Is it a piece of paper?...A word?... Is it just the time you've been together?...I've been thinking about this a lot today...

Rewind back in time to last night...Jay and I were watching a gay themed movie recommended to us by a friend. The movie was awful, a crime against humanity in fact....so much so that I will not mention it's name for fear you will feel compelled to rent it and see just how bad it was. Needless to say, it was one of those movies designed more to create multiple opportunities to show off the actors butts than to create any shred of a believable plot. The movie, which hails from China, suggests that all women are merely accessories to men, that any man can be seduced into becoming gay, that all gay men have a secret heterosexual side,...and my least favorite theme...gay love ends in tragedy. After the movie was over, Jay and I were completely dumbfounded  and angry that we had wasted the time watching it. However, it did lead us to talk...about what we find sexy, fantasy, and attraction...and it was here that the second most horrible gay film of all time turned a bad night worse...

Conversations about sex and fantasy are an important part of any marriage. Having open communication with your partner or spouse is an important part of bonding and revealing our deepest selves to each other. Honesty and intimacy go hand in hand and can lead to some awesome nights in the bedroom if both of you are willing to be open. These are among the things that you hopefully iron out when you are in your first few months/years together. But, as time goes by we tend to think that we have said everything there is to say to each other. We think we know everything about our partners past, their sexual likes/hangups, and their attitudes to life. We think that we don't have anything new to give because we've covered every square inch of our past...as if we have reached some point of stasis in which we have not changed since we first made our commitments to each other.

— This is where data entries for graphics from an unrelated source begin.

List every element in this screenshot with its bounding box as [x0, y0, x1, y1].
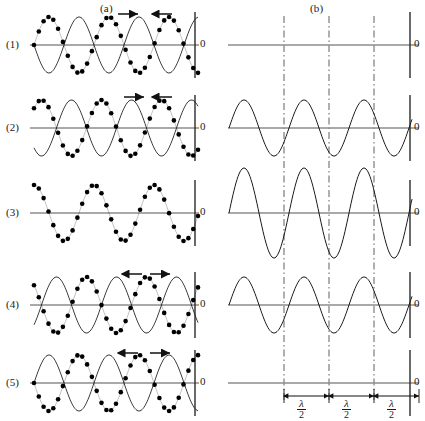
- wave-dot-row-3: [94, 184, 99, 189]
- wave-dot-row-3: [109, 217, 114, 222]
- zero-label-right-5: 0: [414, 375, 420, 387]
- lambda-numerator-3: λ: [387, 398, 396, 409]
- wave-dot-row-4: [162, 311, 167, 316]
- wave-dot-row-1: [70, 65, 75, 70]
- wave-dot-row-2: [80, 138, 85, 143]
- zero-label-right-2: 0: [414, 120, 420, 132]
- wave-dot-row-2: [152, 105, 157, 110]
- wave-dot-row-2: [172, 118, 177, 123]
- wave-dot-row-1: [85, 61, 90, 66]
- wave-dot-row-3: [138, 207, 143, 212]
- wave-dot-row-3: [186, 236, 191, 241]
- lambda-half-label-3: λ 2: [387, 398, 396, 420]
- wave-dot-row-4: [41, 309, 46, 314]
- wave-dot-row-1: [191, 66, 196, 71]
- wave-dot-row-1: [186, 55, 191, 60]
- wave-dot-row-1: [61, 40, 66, 45]
- wave-dot-row-5: [172, 405, 177, 410]
- wave-dot-row-3: [61, 239, 66, 244]
- zero-label-right-1: 0: [414, 37, 420, 49]
- wave-dot-row-2: [94, 101, 99, 106]
- wave-dot-row-2: [85, 124, 90, 129]
- wave-dot-row-5: [196, 353, 201, 358]
- wave-dot-row-3: [70, 228, 75, 233]
- wave-dot-row-4: [196, 285, 201, 290]
- wave-dot-row-4: [85, 275, 90, 280]
- wave-dot-row-4: [32, 283, 37, 288]
- wave-dot-row-3: [85, 190, 90, 195]
- wave-dot-row-4: [94, 289, 99, 294]
- wave-dot-row-3: [176, 235, 181, 240]
- row-label-3: (3): [6, 206, 32, 218]
- wave-dot-row-4: [123, 319, 128, 324]
- wave-dot-row-5: [167, 409, 172, 414]
- node-gridlines-group: [284, 16, 374, 400]
- wave-dot-row-3: [37, 186, 42, 191]
- wave-dot-row-3: [80, 201, 85, 206]
- wave-dot-row-2: [119, 138, 124, 143]
- wave-dot-row-1: [167, 15, 172, 20]
- wave-dot-row-3: [143, 194, 148, 199]
- wave-dot-row-2: [56, 130, 61, 135]
- wave-dot-row-1: [32, 43, 37, 48]
- wave-dot-row-4: [143, 275, 148, 280]
- wave-dot-row-5: [133, 355, 138, 360]
- wave-dot-row-2: [41, 98, 46, 103]
- wave-dot-row-5: [191, 358, 196, 363]
- wave-dot-row-2: [70, 154, 75, 159]
- wave-dot-row-3: [51, 223, 56, 228]
- wave-dot-row-4: [191, 298, 196, 303]
- wave-dot-row-5: [186, 368, 191, 373]
- wave-dot-row-5: [41, 404, 46, 409]
- axes-group: [30, 12, 419, 416]
- wave-dot-row-4: [181, 323, 186, 328]
- wave-dot-row-1: [143, 65, 148, 70]
- wave-dot-row-5: [128, 363, 133, 368]
- wave-dot-row-5: [51, 406, 56, 411]
- wave-dot-row-5: [162, 405, 167, 410]
- wave-dot-row-3: [56, 234, 61, 239]
- zero-label-right-4: 0: [414, 297, 420, 309]
- wave-dot-row-4: [99, 303, 104, 308]
- wave-dot-row-5: [61, 384, 66, 389]
- wave-dot-row-2: [66, 152, 71, 157]
- row-label-1: (1): [6, 38, 32, 50]
- wave-dot-row-3: [181, 239, 186, 244]
- wave-dot-row-2: [109, 111, 114, 116]
- wave-dot-row-3: [90, 183, 95, 188]
- wave-dot-row-5: [109, 408, 114, 413]
- wave-dot-row-5: [75, 353, 80, 358]
- wave-dot-row-2: [138, 143, 143, 148]
- wave-dot-row-1: [94, 35, 99, 40]
- wave-dot-row-1: [37, 29, 42, 34]
- wave-dot-row-4: [176, 330, 181, 335]
- wave-dot-row-3: [114, 229, 119, 234]
- zero-label-right-3: 0: [414, 205, 420, 217]
- wave-dot-row-1: [162, 18, 167, 23]
- wave-dot-row-1: [123, 48, 128, 53]
- zero-label-left-4: 0: [200, 297, 206, 309]
- wave-dot-row-1: [56, 27, 61, 32]
- wave-dot-row-4: [148, 276, 153, 281]
- wave-dot-row-1: [99, 23, 104, 28]
- wave-dot-row-3: [99, 191, 104, 196]
- wave-dot-row-1: [41, 19, 46, 24]
- zero-label-left-5: 0: [200, 375, 206, 387]
- wave-dot-row-4: [128, 306, 133, 311]
- wave-dot-row-5: [143, 358, 148, 363]
- wave-dot-row-1: [172, 18, 177, 23]
- wave-dot-row-4: [70, 300, 75, 305]
- wave-dot-row-5: [123, 376, 128, 381]
- wave-dot-row-2: [181, 145, 186, 150]
- lambda-half-label-2: λ 2: [342, 398, 351, 420]
- wave-dot-row-2: [196, 147, 201, 152]
- wave-dot-row-5: [66, 370, 71, 375]
- wave-dot-row-2: [104, 101, 109, 106]
- lambda-half-label-1: λ 2: [297, 398, 306, 420]
- wave-diagram-canvas: [0, 0, 425, 421]
- wave-dot-row-5: [90, 375, 95, 380]
- wave-dot-row-3: [191, 227, 196, 232]
- wave-dot-row-3: [46, 209, 51, 214]
- wave-dot-row-4: [152, 284, 157, 289]
- wave-dot-row-1: [138, 71, 143, 76]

Oh, how wrong I was...and it was in that conversation that we both learned that quite alot goes on in our private worlds...and that knowledge can be a shock all by itself. When you think you know all there is to know about each other...finding a new layer isn't always met with curiosity and acceptance. I made some admissions to being curious about certain things that surprised Jay...and not in a good way. He got angry I had not shared it with him sooner. I got embarrassed and defensive and just wished I hadn't said anything at all...so much for sharing. Anyway, after stomping off in a huff and acting like brats, we eventually came together again and were able to have the conversation we should have been able to have the last time around...and I learned some stuff too. It was quite the eye opener.

the point of dragging you into our tawdry little tiff wasn't to share the details of how we hash out our differences. Every couple that is together for a length of time learns how to work out their differences one way or another. It was after our fight was over, and for most of the next day  that I mused over how long you can be with someone and still not know all their is to know about that person...hell, that even applies to yourself. You might be able to finish each others sentences...she might pick out all your clothes...he might buy you the same schmaltzy thing every Valentines day...but there will always be more.

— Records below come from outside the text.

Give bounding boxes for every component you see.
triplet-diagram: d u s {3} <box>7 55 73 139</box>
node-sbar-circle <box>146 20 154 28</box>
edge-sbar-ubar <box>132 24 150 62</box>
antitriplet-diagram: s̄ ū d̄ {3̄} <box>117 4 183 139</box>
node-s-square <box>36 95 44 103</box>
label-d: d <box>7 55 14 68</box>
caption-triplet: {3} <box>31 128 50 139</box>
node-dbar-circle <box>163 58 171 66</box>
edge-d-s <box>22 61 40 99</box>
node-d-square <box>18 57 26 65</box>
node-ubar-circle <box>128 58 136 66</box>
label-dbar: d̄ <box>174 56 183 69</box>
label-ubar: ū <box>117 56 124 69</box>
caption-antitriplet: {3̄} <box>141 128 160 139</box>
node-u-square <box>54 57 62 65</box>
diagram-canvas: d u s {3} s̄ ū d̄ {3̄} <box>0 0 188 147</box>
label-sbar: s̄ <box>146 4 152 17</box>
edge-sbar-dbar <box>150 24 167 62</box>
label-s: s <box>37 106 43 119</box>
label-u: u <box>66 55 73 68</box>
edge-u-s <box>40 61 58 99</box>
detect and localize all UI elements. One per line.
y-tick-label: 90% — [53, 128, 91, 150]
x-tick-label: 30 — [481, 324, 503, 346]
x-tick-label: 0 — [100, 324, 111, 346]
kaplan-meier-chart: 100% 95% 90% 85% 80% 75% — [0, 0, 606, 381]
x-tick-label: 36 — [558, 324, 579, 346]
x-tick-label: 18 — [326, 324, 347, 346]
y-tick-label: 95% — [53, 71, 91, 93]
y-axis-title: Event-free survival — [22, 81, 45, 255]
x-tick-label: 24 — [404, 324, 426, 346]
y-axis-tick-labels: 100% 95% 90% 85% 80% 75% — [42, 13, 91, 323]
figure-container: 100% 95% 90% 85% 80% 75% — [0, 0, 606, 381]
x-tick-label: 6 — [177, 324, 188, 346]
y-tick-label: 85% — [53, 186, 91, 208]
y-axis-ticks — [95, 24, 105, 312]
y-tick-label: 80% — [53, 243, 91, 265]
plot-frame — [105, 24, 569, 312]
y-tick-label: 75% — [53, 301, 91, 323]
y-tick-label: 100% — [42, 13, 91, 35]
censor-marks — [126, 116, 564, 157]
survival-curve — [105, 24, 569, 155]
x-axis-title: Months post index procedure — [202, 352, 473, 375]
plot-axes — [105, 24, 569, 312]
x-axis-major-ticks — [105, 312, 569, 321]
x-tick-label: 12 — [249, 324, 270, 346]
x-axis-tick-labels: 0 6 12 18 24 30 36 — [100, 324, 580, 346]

Sometimes that fact blows up as many marriages as it deepens. Like my own parents who had been high school sweethearts who knew each other for a long time before they married and had kids. Yet, the fact that we are ever evolving beings struck...and they learned that they wanted more out of life than to be homemakers or breadwinners and parents. They had gone with the script of what you do when your young and in love, only to discover that the people they actually were didn't fit the roles they had taken on. That was not a good realization to have then, and it lead to a bloody implosion of our family...not that that experience was unique to us, it happened to the families of many kids my age.

So what to make of this new knowledge?...

I've read that the most long lasting relationships are not necessarily the happiest ones but the ones in which we are continuing to learn new things from each other. Given what I experienced last night..perhaps that is true. Sometimes Jay and I drive each other stark raving mad...even as we do love each other...but we do continue to learn new things from each other. And just when you think you've gotten to the bottom of it all, you find a whole new universe.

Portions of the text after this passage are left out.